Marseille
Thou fair Marseilles, who openest on the sea Thy haughty eyes and gazest languidly, As though naught else were worthy to behold...
Frédéric Mistral
Marseilles
Thou fair Marseilles, who openest on the sea
Thy haughty eyes and gazest languidly,
As though naught else were worthy to behold,
And, though the winds rage, dreamest but of gold,
When Lazarus preached to thee, thou didst begin
Those eyes to close, and see the night within,
And to the fountain of l'Huveaune speeding,
The source whereof Magdaleue's tears were feeding,
Didst wash thy sins away; and in this hour
Art proud once more; but other storms may lower.
Forget not, then, amid thy revelries,
Whose tears they are that bathe thine olive-trees!
The Suitors
When violets are blue in the blue shadows
Of the o'erhanging trees,
The youth who stray in pairs about the meadows
Are glad to gather these.
When peace descends upon the troubled Ocean,
And he his wrath forgets,
Flock from Martigue the boats with wing-like motion,
The fishes fill the nets.
And when the girls of Crau bloom into beauty
(And fairer earth knows not).
Aye are there suitors ready for their duty
In castle and in cot.
La Crau
And now she passes
Curlews in flocks asleep amid the grasses
Under the oaks, who, roused from slumber soft,
Arise in haste, and wing their flight aloft
Over the sad and barren plain; and all
Together "Cour'li! cour'li ! cour'li!" call,
Until the Dawn, with her dew-glittering tresses,
From mountain-top to level slow progresses.
Sweetly saluted by the tufted lark,
Soaring and singing o'er the caverns dark
In the great hills, whose pinnacles each one
Appear to sway before the rising sun.
Then was revealed La Crau, the bare, the waste,
The rough with stones, the ancient, and the vast,
Whose proud old giants, if the tale be true,
Once dreamed, poor fools, the Almighty to subdue
With but a ladder and their shoulders brave;
But He them 'whelmed in a destroying wave.
Already had the rebels dispossest
The Mount of Victory of his tall crest,
Lifted with lever from its place; and sure
They would have heaped it high upon Ventour,
As they had piled the rugged escarpment
They from the Alpine range had earlier rent.
But God his hand extended o'er the plain:
The northwest wind, thunder, and hurricane
He loosed; and these arose like eagles three
From mountain clefts and caverns and the sea,
Wrapped in thick fog, with fury terrible.
And on the marble pile together fell.
Then were the rude Colossi overthrown;
And a dense covering of pudding-stone
Spread o'er La Crau, the desolate, the vast.
The mute, the bare to every stormy blast;
Who wears the hideous garment to this day.
Meanwhile Mireio farther speeds away
From the home-lands, while the sun's ardent glare
Makes visible all round the shimmering air;
And shrill cicalas, grilling in the grass.
Beat madly evermore their tiny brass.
Nor tree for shade was there, nor any beast:
The many flocks that in the winter feast
On the short, savory grasses of the moor,
Had climbed the Alps, where airs are cool and pure.
And pastures fadeless. Yet the maid doth fly
Under the pouring fire of a June sky, —
Fly, fly, like lightning. Lizards large and gray
Peep from their holes, and to each other say:
"She must be mad who thus the shingle clears,
Under a heat that sets the junipers
A-dancing on the hills; on Crau, the sands."
The praying mantes lift beseeching hands,
"Return, return, O pilgrim!" murmuring,
"For God hath opened many a crystal spring;
"And shady trees hath planted, so the rose
To save upon your cheeks. Why, then, expose
Your brow to the unpitying summer heat?"
Vainly as well the butterflies entreat.
For her the wings of love, the wind of faith,
Bear on together, as the tempest's breath
White gulls astray over the briny plains
Of Agui-Morto. Utter saduess reigns
In scattered sheep-cots of their tenants left.
And overrun with salicorne. Bereft
In the hot desert, seemed the maid to wake,
And see nor spring nor pool her thirst to slake.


§ HOW TO COMPLETE THIS TASK: Find every line of the listing below where "description" appears, and copy it.

§ DATA SHOWN:
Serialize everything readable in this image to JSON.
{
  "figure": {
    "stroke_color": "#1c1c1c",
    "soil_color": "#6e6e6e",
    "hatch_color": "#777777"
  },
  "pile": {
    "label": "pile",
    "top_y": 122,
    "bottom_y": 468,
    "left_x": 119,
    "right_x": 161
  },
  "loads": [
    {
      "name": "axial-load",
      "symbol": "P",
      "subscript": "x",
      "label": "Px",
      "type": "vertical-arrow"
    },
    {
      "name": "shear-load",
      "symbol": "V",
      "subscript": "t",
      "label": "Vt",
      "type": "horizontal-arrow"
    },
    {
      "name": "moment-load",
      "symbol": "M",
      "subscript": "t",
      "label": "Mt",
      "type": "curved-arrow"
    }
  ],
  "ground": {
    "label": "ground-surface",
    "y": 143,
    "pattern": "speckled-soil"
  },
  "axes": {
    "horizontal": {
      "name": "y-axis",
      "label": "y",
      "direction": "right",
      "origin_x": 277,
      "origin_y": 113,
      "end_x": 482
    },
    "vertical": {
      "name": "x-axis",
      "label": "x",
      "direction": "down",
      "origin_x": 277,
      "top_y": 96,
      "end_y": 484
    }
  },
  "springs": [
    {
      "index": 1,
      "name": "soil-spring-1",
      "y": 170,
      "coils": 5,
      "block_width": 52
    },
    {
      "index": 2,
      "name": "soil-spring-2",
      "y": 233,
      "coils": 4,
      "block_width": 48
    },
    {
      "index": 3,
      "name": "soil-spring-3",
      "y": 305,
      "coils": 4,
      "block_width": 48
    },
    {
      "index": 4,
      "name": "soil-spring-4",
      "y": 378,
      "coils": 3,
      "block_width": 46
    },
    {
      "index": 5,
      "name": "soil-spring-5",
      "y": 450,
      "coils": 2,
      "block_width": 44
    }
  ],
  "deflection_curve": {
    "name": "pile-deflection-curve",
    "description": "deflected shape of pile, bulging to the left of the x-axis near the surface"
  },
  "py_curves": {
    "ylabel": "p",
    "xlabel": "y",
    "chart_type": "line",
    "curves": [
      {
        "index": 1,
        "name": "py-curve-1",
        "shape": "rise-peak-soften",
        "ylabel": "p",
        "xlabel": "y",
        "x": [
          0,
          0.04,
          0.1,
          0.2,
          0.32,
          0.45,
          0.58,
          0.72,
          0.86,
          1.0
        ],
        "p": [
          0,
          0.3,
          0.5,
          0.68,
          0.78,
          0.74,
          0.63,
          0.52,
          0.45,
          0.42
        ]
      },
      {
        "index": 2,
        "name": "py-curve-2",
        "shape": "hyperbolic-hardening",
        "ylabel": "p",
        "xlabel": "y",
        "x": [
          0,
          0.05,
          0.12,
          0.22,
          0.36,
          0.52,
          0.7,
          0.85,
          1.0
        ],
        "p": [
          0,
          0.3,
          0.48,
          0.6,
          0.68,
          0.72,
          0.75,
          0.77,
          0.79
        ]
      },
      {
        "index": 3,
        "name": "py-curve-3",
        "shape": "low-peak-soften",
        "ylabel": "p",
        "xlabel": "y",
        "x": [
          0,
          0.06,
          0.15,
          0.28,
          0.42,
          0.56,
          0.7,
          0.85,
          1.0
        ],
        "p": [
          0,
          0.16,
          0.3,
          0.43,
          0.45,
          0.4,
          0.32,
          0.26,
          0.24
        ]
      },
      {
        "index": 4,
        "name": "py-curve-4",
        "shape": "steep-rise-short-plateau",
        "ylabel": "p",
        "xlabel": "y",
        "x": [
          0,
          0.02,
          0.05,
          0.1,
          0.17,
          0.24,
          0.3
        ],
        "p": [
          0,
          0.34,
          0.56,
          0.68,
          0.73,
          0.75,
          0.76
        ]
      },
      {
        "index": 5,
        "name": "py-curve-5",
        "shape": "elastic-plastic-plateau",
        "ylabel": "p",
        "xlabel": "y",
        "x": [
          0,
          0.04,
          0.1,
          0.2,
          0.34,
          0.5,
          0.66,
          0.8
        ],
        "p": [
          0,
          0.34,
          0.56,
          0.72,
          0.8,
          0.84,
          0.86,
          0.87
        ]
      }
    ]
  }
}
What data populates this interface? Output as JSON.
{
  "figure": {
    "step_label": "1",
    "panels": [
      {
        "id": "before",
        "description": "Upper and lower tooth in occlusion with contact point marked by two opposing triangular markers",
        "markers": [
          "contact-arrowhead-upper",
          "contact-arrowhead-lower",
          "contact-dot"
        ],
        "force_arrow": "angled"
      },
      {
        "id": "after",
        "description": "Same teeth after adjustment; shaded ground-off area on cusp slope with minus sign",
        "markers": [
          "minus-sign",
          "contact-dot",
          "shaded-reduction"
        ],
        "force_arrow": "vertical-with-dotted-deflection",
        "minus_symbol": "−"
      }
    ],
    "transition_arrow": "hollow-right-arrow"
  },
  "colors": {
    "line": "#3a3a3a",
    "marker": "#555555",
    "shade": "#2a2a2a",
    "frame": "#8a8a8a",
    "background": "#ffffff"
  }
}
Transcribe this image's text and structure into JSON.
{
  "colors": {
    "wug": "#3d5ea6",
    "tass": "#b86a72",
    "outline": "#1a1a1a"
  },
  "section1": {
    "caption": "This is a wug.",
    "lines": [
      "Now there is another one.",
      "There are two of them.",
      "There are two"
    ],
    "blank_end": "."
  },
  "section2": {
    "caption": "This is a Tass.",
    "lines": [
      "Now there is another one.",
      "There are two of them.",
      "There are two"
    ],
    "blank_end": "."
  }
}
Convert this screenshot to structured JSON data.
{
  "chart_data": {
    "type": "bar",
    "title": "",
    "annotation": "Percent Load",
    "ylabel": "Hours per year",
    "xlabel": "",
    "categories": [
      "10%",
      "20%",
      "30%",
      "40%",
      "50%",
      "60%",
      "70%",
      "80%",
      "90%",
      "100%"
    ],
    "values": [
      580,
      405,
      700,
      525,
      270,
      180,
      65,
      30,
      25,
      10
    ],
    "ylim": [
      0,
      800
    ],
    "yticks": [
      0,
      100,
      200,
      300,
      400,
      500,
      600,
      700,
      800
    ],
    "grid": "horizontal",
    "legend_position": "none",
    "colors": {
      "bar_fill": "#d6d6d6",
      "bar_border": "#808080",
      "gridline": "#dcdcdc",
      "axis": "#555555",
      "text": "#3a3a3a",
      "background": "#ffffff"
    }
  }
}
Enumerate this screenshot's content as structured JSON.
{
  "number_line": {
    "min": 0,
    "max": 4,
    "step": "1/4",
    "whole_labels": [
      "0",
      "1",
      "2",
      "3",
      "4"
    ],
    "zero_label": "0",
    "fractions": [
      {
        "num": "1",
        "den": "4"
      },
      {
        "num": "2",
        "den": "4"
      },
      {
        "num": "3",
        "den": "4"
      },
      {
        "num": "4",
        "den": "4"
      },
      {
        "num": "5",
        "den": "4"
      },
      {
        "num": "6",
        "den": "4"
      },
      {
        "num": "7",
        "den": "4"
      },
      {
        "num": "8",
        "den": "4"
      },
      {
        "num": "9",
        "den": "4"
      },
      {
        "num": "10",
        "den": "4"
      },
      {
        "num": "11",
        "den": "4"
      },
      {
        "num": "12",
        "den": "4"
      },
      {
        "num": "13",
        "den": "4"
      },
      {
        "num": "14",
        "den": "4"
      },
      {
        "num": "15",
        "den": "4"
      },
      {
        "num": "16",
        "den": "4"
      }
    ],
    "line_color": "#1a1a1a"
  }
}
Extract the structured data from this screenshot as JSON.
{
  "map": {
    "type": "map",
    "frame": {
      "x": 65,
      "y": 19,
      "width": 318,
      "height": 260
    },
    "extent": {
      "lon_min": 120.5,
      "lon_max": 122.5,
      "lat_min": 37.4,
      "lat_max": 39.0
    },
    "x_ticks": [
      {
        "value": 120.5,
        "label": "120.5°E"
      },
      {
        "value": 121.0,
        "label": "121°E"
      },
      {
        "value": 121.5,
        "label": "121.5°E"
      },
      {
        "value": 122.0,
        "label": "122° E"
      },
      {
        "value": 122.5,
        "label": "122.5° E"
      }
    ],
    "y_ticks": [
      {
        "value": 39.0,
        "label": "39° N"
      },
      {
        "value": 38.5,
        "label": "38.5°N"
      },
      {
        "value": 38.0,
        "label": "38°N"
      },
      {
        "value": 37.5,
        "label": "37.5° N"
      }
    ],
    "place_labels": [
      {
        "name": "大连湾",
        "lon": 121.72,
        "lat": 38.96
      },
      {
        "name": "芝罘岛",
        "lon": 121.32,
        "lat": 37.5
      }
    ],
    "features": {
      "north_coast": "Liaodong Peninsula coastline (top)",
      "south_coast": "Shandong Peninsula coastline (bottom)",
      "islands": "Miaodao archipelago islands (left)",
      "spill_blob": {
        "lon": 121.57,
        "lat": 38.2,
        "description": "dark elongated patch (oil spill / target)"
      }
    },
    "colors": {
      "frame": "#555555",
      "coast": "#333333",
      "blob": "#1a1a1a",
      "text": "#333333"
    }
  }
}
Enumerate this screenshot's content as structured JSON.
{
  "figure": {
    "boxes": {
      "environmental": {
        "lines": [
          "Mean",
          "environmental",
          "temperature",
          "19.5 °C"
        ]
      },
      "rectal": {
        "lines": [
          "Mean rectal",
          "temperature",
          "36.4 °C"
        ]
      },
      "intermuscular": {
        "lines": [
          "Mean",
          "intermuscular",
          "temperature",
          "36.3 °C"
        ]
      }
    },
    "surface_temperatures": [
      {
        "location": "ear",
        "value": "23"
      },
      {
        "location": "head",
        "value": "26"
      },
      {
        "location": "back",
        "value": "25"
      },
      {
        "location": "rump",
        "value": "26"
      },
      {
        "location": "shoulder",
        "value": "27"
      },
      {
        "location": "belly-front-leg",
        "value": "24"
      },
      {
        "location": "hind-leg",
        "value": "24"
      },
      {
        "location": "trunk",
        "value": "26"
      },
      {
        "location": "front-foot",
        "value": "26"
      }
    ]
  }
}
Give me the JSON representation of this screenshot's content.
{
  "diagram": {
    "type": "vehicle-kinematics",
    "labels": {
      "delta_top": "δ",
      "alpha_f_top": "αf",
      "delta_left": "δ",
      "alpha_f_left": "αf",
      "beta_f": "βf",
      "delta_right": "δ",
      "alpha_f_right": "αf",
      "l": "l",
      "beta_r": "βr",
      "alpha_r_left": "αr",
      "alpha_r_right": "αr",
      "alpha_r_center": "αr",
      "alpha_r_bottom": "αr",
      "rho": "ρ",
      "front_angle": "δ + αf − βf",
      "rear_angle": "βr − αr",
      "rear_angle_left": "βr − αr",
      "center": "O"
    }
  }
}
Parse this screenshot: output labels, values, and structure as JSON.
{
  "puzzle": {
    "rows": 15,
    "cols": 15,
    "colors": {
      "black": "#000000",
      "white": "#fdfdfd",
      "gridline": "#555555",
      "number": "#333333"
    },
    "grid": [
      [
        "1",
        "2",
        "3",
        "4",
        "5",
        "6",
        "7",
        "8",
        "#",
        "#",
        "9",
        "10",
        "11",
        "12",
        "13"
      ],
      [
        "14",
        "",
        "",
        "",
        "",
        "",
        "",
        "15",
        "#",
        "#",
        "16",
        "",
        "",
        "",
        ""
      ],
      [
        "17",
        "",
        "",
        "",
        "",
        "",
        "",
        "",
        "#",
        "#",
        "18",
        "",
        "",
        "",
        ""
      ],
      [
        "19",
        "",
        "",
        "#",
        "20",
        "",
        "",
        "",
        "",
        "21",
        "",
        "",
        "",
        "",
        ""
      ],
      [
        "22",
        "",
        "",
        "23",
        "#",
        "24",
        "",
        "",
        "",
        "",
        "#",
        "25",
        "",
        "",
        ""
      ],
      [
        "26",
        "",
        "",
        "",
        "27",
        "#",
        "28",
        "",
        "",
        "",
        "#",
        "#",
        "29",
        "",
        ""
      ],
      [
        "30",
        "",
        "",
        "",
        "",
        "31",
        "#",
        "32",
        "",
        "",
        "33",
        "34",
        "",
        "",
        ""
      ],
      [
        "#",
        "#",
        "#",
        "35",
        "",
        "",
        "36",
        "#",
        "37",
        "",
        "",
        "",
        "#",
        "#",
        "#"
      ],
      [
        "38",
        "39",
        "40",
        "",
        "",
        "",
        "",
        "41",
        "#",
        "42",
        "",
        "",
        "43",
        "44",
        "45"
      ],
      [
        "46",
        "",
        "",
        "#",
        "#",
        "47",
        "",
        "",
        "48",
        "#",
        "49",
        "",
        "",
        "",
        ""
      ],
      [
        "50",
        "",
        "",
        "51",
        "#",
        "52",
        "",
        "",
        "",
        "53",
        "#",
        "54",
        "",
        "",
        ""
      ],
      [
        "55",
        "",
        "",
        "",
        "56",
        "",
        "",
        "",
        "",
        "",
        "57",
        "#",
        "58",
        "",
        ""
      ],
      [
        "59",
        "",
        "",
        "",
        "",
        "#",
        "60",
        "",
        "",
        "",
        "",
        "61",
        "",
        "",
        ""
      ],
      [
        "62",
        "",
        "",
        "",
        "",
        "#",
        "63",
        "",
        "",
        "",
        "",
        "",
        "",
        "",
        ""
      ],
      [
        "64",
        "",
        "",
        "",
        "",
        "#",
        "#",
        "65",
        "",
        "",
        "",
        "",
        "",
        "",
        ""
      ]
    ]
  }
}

§ OUTPUT FOR THIS EXERCISE:
    "description": "deflected shape of pile, bulging to the left of the x-axis near the surface"
        "description": "Upper and lower tooth in occlusion with contact point marked by two opposing triangular markers",
        "description": "Same teeth after adjustment; shaded ground-off area on cusp slope with minus sign",
        "description": "dark elongated patch (oil spill / target)"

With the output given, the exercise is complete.